Misty Harris, Postmedia News
At just three years old, children already see cats as playing second fiddle
to dogs, suggests a new study of kids’ responses to animals.
Though the research sought to identify the facial features that most appeal
to youngsters in pets – specifically, whether baby-like traits play a role –
what inadvertently emerged was a picture of cats as underdogs.
Reporting in the journal Human-Animal Interaction Bulletin, scholars find
children have a preference for cats with adorable, infantile features, versus
cats that lack such qualities. Throw dogs into the mix, however, and the cats
get left in the dust, regardless of either animal’s baby-like cuteness.
“Children in our study preferred dogs over cats in every comparison, and
regardless of their familiarity with this species,” said study co-author Marta
Borgi, of the Istituto Superiore di Sanita in Italy. “The appreciation of
less-popular animals like cats probably needs time to develop, and appears more
dependent on their physical appeal and on our contacts with them.”
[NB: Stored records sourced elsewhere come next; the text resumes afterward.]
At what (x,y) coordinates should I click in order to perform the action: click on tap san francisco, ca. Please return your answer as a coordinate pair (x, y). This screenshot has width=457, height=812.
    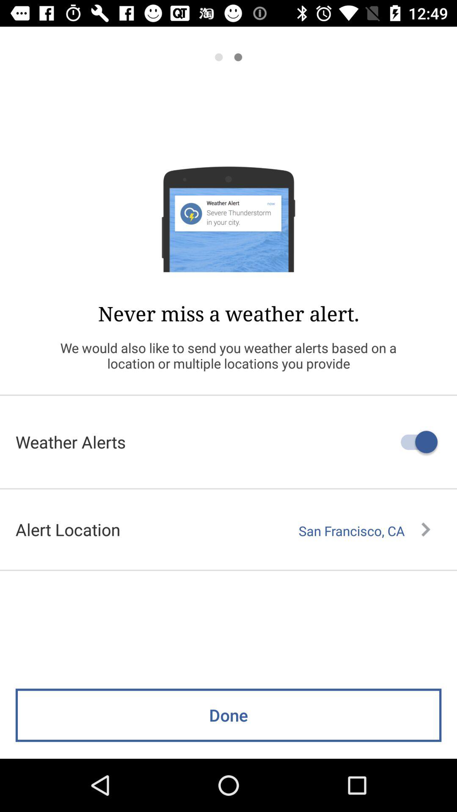
    Looking at the image, I should click on (364, 531).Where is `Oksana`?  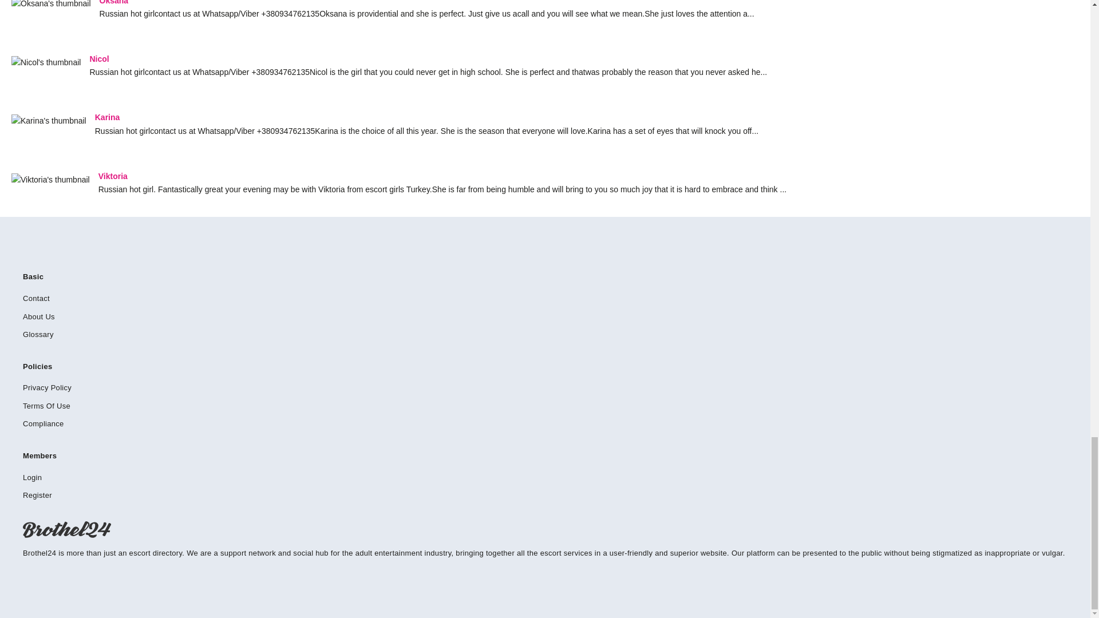
Oksana is located at coordinates (114, 2).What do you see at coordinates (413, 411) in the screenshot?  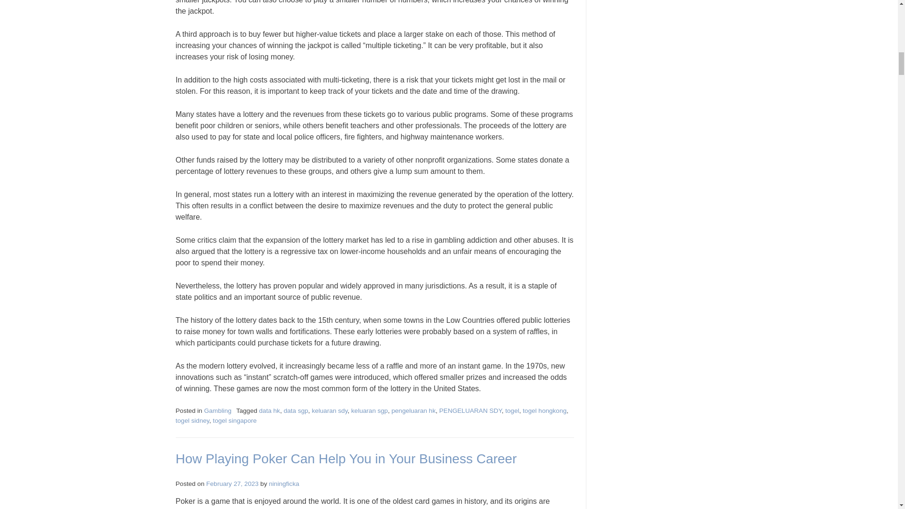 I see `pengeluaran hk` at bounding box center [413, 411].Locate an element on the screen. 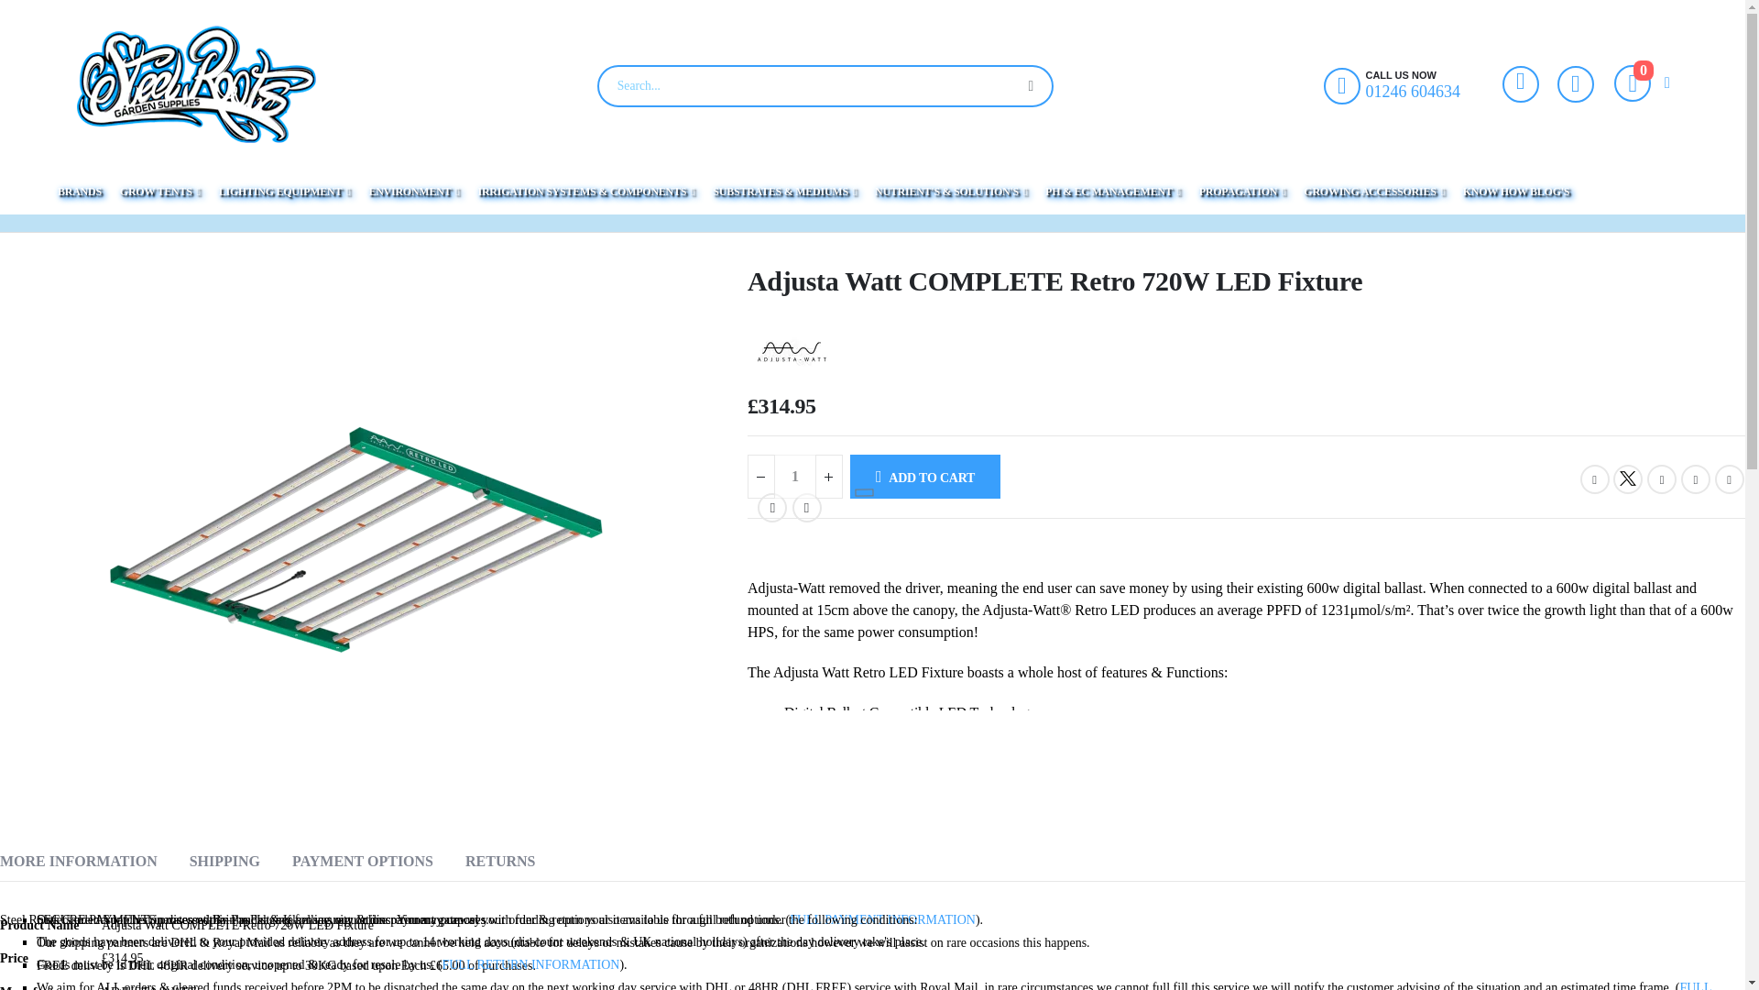  Grow Tents is located at coordinates (159, 191).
The study, co-authored by Francesca Cirulli, draws on 272 children, aged
three to six, who were presented with forced-choice tasks pairing different
types of images. For instance, an adult dog and adult cat, a teddy bear and a
dog, a human baby and a kitten, and so on.
Overall, the kids preferred dogs to cats, although the likelihood of
favouring a cat was higher among participants with a cat at home. In the cat
versus cat comparisons, those with baby-like features (think big eyes and
rounded, squishy faces) were preferred over those without, but the chances of
choosing the latter increased with age.
Borgi said a yet-to-be published follow-up experiment, in which both
children and adults judged the cuteness of animal and human pictures with
manipulated facial traits (more or less infantile), similarly found “no effects
of having dogs at home but a statistically significant effect of cat
ownership.”
Taken together, these results suggest that children learn to appreciate
less popular companion animals – in this case, cats – through age and
familiarity. And if they resemble babies, potentially triggering a positive,
nurturing response, all the better.
“In species whose young completely depend on their caregivers for
sustenance and protection, (this) response has a clear adaptive value,
contributing to enhance offspring chances of survival,” said Borgi. “What is
interesting for us is the possibility that such a response may be generalized
to the human-animal bond.”
It’s notable, for instance, that girls were likelier than boys to prefer a
dog with infantile traits than a dog without them. Across all the children,
however, researchers didn’t see the overall bias for baby-like dogs that was
seen with baby-like cats.
Borgi believes the study sheds light on the most efficient ways in which
companion animals can be selected for kids – especially those who have deficits
in social domains (say, autism) and could benefit from pet interaction.